Weight Gain Calculator
Building up? Pick a goal weight and pace and see when you'll hit it β plus the daily calorie surplus to aim for.
Your results
Fuel your bulkHow long will it take to gain the weight?
This weight gain calculator projects the date you'll hit your goal weight from your chosen weekly pace, and the daily calorie surplus that pace requires. For anyone bulking, the pace decision is the whole game: it determines how much of what you gain is muscle versus fat.
How it works
Using the same energy arithmetic as weight loss (~7,700 kcal per kg), your weekly gain target converts to a daily surplus β 0.25 kg per week β 275 kcal per day above maintenance. The calculator divides your total goal by the pace to give a finish date.
What's a realistic rate of muscle gain?
Slower than most people want to hear. Reviews of resistance-training research suggest beginners can gain roughly 0.25β0.5 kg of actual muscle per week in their first months, intermediates about half that, and advanced lifters a fraction more per month. Gaining faster than ~0.5 kg per week almost guarantees the extra is fat. That's why the "Lean" pace exists β a modest surplus with hard training is the highest muscle-to-fat ratio you can buy.
Frequently asked questions
Why am I not gaining even though I "eat a lot"?
Appetite is unreliable. Hardgainers almost always overestimate intake β a few high-calorie days followed by unconscious under-eating. Track for two weeks; the surplus is either there or it isn't. Liquid calories (shakes, milk, oats blended in) fix most stalls.
Do I need a dirty bulk?
No. Past the surplus your body can turn into muscle, extra calories are stored as fat you'll have to diet off later. The evidence favours a lean bulk: ~10% over maintenance, high protein, progressive overload.
References
- Iraki J, Fitschen P, Espinar S, Helms E. Nutrition recommendations for bodybuilders in the off-season: a narrative review. Sports (Basel). 2019;7(7):154.
- Garthe I, Raastad T, Refsnes PE, Sundgot-Borgen J. Effect of nutritional intervention on body composition and performance in elite athletes. Eur J Sport Sci. 2013;13(3):295β303.
Related
These results are estimates for healthy adults and are not medical advice. Consult a health professional before making major changes to your diet or training.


- **PROBLEM TO SOLVE**: Show every line below where "series" can be found.

- **SUPPLIED INFORMATION**:

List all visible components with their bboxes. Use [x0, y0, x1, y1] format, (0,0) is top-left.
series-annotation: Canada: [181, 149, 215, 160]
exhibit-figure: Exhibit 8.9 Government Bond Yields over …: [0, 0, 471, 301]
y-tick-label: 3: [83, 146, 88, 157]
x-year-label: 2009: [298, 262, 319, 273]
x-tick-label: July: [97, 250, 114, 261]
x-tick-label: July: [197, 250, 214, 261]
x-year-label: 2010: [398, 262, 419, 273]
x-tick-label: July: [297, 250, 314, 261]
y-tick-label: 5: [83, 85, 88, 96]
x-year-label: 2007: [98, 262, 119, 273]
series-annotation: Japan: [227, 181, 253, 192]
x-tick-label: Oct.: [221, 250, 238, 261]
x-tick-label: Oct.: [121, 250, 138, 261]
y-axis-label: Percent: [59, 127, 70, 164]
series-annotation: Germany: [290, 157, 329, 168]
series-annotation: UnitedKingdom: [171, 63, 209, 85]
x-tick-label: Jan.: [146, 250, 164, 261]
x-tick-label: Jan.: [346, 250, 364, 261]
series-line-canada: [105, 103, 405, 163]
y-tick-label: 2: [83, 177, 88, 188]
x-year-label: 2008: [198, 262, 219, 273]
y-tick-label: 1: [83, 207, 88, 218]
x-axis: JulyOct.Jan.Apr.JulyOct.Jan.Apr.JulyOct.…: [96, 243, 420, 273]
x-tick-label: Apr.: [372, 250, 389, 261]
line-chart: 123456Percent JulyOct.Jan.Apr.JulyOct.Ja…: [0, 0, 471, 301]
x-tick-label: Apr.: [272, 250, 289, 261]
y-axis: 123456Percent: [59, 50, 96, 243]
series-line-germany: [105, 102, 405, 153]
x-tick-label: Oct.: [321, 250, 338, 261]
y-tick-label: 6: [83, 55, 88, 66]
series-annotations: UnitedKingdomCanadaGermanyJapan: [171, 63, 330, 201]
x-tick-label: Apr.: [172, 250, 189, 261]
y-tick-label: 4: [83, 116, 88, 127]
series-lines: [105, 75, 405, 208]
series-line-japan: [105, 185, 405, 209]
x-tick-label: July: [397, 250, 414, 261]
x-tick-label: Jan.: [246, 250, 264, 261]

- **FINAL ANSWER**:
series-annotation: Canada: [181, 149, 215, 160]
series-annotation: Japan: [227, 181, 253, 192]
series-annotation: Germany: [290, 157, 329, 168]
series-annotation: UnitedKingdom: [171, 63, 209, 85]
series-line-canada: [105, 103, 405, 163]
series-line-germany: [105, 102, 405, 153]
series-annotations: UnitedKingdomCanadaGermanyJapan: [171, 63, 330, 201]
series-lines: [105, 75, 405, 208]
series-line-japan: [105, 185, 405, 209]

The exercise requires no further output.